“I am a woman, and I am a Latina. Those are the things that make my writing distinctive. Those are the things that give my writing power.”
Sandra Cisneros is a writer, best known for her first novel The House On Mango Street. She is regarded as a pioneer in Chicana, or Mexican-American, literature, and has received numerous awards for her writing which covers cultural hybridity, economic inequality, and feminism. Cisneros also received the National Medal of Arts from Barack Obama for her influential literary works, which have sold millions of copies. Later in her career, she established the Macondo’s Writer Workshop, which provides socially conscious writing workshops, and founded the Alfredo Cisneros Del Moral Foundation, which awards talented writers from Texas.
Nationality: Mexican-American
Industry: Publishing
Q: What is it like knowing that this book is taught so widely in American schools today? – The Chicago Public Library
A: “I don’t take it personally. It has nothing to do with me, or with my book. The book is being taught because it is telling a story that has spiritual resonance at this time in history. It is serving a need, it is doing its healing, it is transmitting light, but I was just the conduit for that light, not the source. I am grateful that the timing was right for my labor to be recognized, and that the readers were ready to hear this story at this time. I am fortunate and blessed to be the flute, but I recognize and acknowledge I am not the music.”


Exercise requirements: Only lines with the word "half" belong in the answer; copy them from the records below.

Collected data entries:
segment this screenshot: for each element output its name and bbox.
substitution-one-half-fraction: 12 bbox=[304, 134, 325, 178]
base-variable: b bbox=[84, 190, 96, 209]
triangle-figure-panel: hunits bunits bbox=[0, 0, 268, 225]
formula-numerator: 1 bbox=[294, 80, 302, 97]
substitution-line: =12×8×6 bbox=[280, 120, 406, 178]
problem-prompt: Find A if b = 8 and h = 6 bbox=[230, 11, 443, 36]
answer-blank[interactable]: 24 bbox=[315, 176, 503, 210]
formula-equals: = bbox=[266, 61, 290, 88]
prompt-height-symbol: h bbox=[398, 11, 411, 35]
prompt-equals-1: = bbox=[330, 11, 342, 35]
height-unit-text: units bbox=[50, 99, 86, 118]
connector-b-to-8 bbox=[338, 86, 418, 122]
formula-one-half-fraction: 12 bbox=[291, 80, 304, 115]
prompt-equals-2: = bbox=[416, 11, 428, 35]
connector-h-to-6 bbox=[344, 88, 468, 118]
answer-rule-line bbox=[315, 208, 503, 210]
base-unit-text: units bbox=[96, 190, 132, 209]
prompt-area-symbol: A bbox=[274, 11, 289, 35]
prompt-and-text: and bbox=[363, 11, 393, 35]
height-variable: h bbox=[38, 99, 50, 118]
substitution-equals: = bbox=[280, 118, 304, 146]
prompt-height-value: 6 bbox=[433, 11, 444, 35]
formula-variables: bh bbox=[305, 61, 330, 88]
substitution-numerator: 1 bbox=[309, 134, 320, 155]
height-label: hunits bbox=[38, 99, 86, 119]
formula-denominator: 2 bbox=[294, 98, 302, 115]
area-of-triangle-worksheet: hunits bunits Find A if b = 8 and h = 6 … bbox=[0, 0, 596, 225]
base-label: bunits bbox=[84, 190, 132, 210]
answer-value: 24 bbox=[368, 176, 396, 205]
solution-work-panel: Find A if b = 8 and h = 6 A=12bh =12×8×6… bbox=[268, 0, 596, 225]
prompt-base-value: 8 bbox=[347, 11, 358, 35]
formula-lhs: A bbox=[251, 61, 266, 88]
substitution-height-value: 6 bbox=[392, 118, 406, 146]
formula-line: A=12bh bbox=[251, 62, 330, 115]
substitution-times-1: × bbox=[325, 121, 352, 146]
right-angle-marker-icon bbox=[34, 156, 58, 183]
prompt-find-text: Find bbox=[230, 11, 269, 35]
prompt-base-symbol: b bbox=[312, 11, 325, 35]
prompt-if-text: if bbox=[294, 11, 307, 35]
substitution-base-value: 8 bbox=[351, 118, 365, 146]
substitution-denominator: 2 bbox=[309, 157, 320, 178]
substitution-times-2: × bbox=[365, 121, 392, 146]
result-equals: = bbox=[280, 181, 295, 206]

Response:
substitution-one-half-fraction: 12 bbox=[304, 134, 325, 178]
formula-one-half-fraction: 12 bbox=[291, 80, 304, 115]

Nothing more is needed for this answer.